The main feature of the proposed policy is a multi-tiered, somewhat centralized system for requesting access to Whois data about private registrants that has been redacted since the EU’s General Data Protection Regulation came into effect in May 2018.
It’s called SSAD, for System for Standardized Access and Disclosure, which was pieced together by a working group of community volunteers over a year.
Domain companies are generally okay with the compromise it represents, but intellectual property interests and others who would actually use the system think it’s a useless waste of money.
It’s expected to cost $9 million to build and $9 million a year to run.
There’s so much uncertainty about the system that in parallel with the public comments ICANN is also consulting with the GNSO Council, which approved the proposals in September, to figure out whether it’s even workable, and with the European Commission to figure out if it’s even legal.
After the public comment period closes on March 30, the comments will be compiled by ICANN staff and burned on a big fire sent to the ICANN board for final approval.
ICANN CEO gets 5% pay rise
ICANN’s board of directors has awarded CEO Göran Marby a 5% pay rise after a review found that he’s being paid less than half of his peers at other companies.

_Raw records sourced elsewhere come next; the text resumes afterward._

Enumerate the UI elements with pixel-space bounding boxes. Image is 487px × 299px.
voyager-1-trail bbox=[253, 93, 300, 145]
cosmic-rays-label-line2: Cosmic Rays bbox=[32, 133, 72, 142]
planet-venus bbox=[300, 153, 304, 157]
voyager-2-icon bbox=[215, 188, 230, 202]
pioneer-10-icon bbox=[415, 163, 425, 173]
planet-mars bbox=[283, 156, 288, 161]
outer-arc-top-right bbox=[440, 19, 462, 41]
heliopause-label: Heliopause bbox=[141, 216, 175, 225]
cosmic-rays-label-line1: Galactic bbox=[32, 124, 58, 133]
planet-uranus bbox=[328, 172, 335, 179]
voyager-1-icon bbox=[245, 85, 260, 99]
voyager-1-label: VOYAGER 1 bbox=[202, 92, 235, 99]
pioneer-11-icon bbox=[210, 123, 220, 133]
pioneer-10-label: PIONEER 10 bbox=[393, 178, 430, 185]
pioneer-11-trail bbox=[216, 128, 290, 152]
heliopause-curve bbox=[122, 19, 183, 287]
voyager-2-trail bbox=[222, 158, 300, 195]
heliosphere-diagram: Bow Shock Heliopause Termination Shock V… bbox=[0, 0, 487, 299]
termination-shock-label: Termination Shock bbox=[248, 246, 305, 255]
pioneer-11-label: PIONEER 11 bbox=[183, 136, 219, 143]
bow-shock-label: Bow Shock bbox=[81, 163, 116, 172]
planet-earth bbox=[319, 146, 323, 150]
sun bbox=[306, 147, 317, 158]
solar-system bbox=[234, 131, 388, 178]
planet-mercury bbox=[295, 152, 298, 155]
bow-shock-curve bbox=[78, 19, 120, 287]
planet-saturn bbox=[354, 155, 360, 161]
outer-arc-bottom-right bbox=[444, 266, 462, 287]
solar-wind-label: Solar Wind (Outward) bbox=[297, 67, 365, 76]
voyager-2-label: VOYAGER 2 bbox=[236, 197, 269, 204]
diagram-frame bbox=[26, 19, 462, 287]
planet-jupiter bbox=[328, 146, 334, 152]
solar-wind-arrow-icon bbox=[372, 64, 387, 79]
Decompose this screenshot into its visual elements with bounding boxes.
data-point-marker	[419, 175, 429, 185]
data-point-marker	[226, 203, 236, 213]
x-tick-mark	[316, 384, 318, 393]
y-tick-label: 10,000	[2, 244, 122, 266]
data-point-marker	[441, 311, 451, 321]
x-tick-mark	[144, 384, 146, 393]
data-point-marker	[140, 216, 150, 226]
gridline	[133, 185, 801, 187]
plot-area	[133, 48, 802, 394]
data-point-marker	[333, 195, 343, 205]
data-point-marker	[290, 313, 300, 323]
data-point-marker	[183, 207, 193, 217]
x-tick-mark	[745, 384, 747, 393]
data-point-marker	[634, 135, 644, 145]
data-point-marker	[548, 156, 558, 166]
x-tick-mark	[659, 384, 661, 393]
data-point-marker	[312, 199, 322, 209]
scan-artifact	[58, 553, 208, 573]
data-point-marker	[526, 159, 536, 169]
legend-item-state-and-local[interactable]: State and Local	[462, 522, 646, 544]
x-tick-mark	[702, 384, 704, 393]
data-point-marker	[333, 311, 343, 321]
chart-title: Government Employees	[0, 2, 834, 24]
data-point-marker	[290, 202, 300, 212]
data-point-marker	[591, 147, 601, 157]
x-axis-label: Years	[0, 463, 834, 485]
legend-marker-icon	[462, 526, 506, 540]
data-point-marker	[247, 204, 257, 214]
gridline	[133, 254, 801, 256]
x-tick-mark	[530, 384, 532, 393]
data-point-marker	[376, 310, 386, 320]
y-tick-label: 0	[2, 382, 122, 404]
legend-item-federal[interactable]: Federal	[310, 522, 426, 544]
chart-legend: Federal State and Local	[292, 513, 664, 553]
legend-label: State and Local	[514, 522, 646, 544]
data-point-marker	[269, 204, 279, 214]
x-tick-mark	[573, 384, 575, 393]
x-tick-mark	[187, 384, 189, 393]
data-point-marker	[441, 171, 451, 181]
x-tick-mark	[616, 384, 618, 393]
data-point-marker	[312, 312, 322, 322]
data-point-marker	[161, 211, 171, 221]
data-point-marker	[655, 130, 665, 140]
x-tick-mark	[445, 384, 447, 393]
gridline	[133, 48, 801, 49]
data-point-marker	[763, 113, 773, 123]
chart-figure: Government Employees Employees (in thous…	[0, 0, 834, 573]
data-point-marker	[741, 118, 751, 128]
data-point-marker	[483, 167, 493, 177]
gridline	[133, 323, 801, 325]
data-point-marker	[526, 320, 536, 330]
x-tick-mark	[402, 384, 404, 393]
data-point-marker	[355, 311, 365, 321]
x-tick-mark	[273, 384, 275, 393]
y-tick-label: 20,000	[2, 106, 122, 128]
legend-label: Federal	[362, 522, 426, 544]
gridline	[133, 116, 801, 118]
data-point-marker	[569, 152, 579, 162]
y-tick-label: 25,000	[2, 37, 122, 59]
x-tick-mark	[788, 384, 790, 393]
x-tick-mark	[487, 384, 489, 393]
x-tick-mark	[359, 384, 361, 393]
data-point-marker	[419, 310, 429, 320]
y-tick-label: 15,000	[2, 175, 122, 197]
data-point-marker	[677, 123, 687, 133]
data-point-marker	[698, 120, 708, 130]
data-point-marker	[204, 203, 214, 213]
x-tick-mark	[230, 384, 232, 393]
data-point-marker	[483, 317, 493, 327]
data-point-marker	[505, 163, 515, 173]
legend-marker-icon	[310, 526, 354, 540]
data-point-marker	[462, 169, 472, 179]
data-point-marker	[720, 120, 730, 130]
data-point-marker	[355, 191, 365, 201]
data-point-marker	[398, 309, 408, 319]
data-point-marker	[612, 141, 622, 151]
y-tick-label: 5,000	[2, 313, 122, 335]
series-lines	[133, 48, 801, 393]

Based on Marby’s last-reported base salary of $673,461, the increase amounts to a bump of $33,673.
He’s also still eligible for a 30% annual bonus, which he usually gets a piece of.
The board justified the move by stating that a third-party review found Marby’s salary was below 50% of CEOs at other non-profits, general industry and high-tech companies. Using for-profit companies in the mix sometimes proves controversial.
The board said that he’s only received one pay raise before in the five years he’s been on the job — a 3% increase in 2019.
His new pay comes into effect in July.
ICANN says its “compensation philosophy is to pay base salaries within a range of the 50th to 75th percentile of the market for a particular position.”
It says that even with the new raise, Marby’s pay still comes in outside of the lower end of that window.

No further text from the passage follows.